Using Disk Images

Discussion in 'Installation and Configuration of Parallels Desktop' started by SPelly, Oct 26, 2010.

  1. SPelly

    SPelly Member

    Messages:
    27
    Hi, Does anyone know if it's possible to use a file that contains a binary copy of a disk partition as a Parallels HDD device? I have an application where "disks" are created (essentially) using dd/mkfs on physical linux systems and then need to be modified by a windows xp guest.

    If the image file can't be used as-is, is it possible to convert the image to an HDD and after it has been used by the guest OS, convert the HDD back to a disk image?

    I'd prefer to avoid the conversion because it implies time consuming copies and extra disk space.
     
  2. SPelly

    SPelly Member

    Messages:
    27
    Not elegant but it works...

    The best-practices police would be on me in no time, but the following works for now.

    From the terminal, use prlctl to create a plain disk as big or bigger than the image file:
    prlctl set windows_XP --device-add hdd --type plain --iface ide --size image_sizeMB

    This creates a .HDD directory along with the other VM files named something like harddisk1.hdd. In that directory is a file named harddisk1.hdd.0.{some_guid}. It looks like parallels reserves the first 512 bytes of the file for their own uses. The rest is a disk image -- initially all zeroed out but ready to be partitioned. I replaced that file with my image, prefixed with 512 nulls. i.e.:

    dd if=ntfs.img of=harddisk1.hdd/harddisk1.hdd.0.\{some_guid\}.hds seek=1

    When I start the machine, the disk is available with my data on it.

    If anyone has a more robust suggestion, please share.
     
  3. joevt

    joevt Forum Maven

    Messages:
    1,208
    I think you can take your disk image and just change the file extension to .hdd. This only works with uncompressed disk images.
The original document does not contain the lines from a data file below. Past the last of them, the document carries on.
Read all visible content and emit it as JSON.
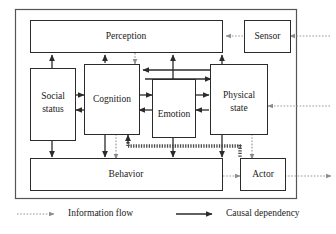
{
  "figure": {
    "nodes": [
      {
        "id": "perception",
        "label": "Perception"
      },
      {
        "id": "sensor",
        "label": "Sensor"
      },
      {
        "id": "social_status",
        "label": "Social\nstatus",
        "line1": "Social",
        "line2": "status"
      },
      {
        "id": "cognition",
        "label": "Cognition"
      },
      {
        "id": "emotion",
        "label": "Emotion"
      },
      {
        "id": "physical_state",
        "label": "Physical\nstate",
        "line1": "Physical",
        "line2": "state"
      },
      {
        "id": "behavior",
        "label": "Behavior"
      },
      {
        "id": "actor",
        "label": "Actor"
      }
    ],
    "legend": [
      {
        "id": "information-flow",
        "label": "Information flow",
        "style": "dotted",
        "color": "#9a9a9a"
      },
      {
        "id": "causal-dependency",
        "label": "Causal dependency",
        "style": "solid",
        "color": "#2b2b2b"
      }
    ],
    "colors": {
      "node_stroke": "#2b2b2b",
      "outer_stroke": "#555555",
      "solid_arrow": "#2b2b2b",
      "dotted_arrow": "#9a9a9a",
      "hatched_arrow": "#4a4a4a",
      "background": "#ffffff"
    }
  }
}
When you try to use the disk image with Parallels Desktop, it will convert it to the new .hdd package type (a package is a folder with a special flag set so that you can't view the folder contents normally in the Finder without using "Show Package Contents" in the contextual menu).

    The .hdd file inside the folder will not have the 512 nulls. The 512 nulls are optional. The number of 512 nulls is defined by the "Padding" setting in the DiskDescriptor.xml file.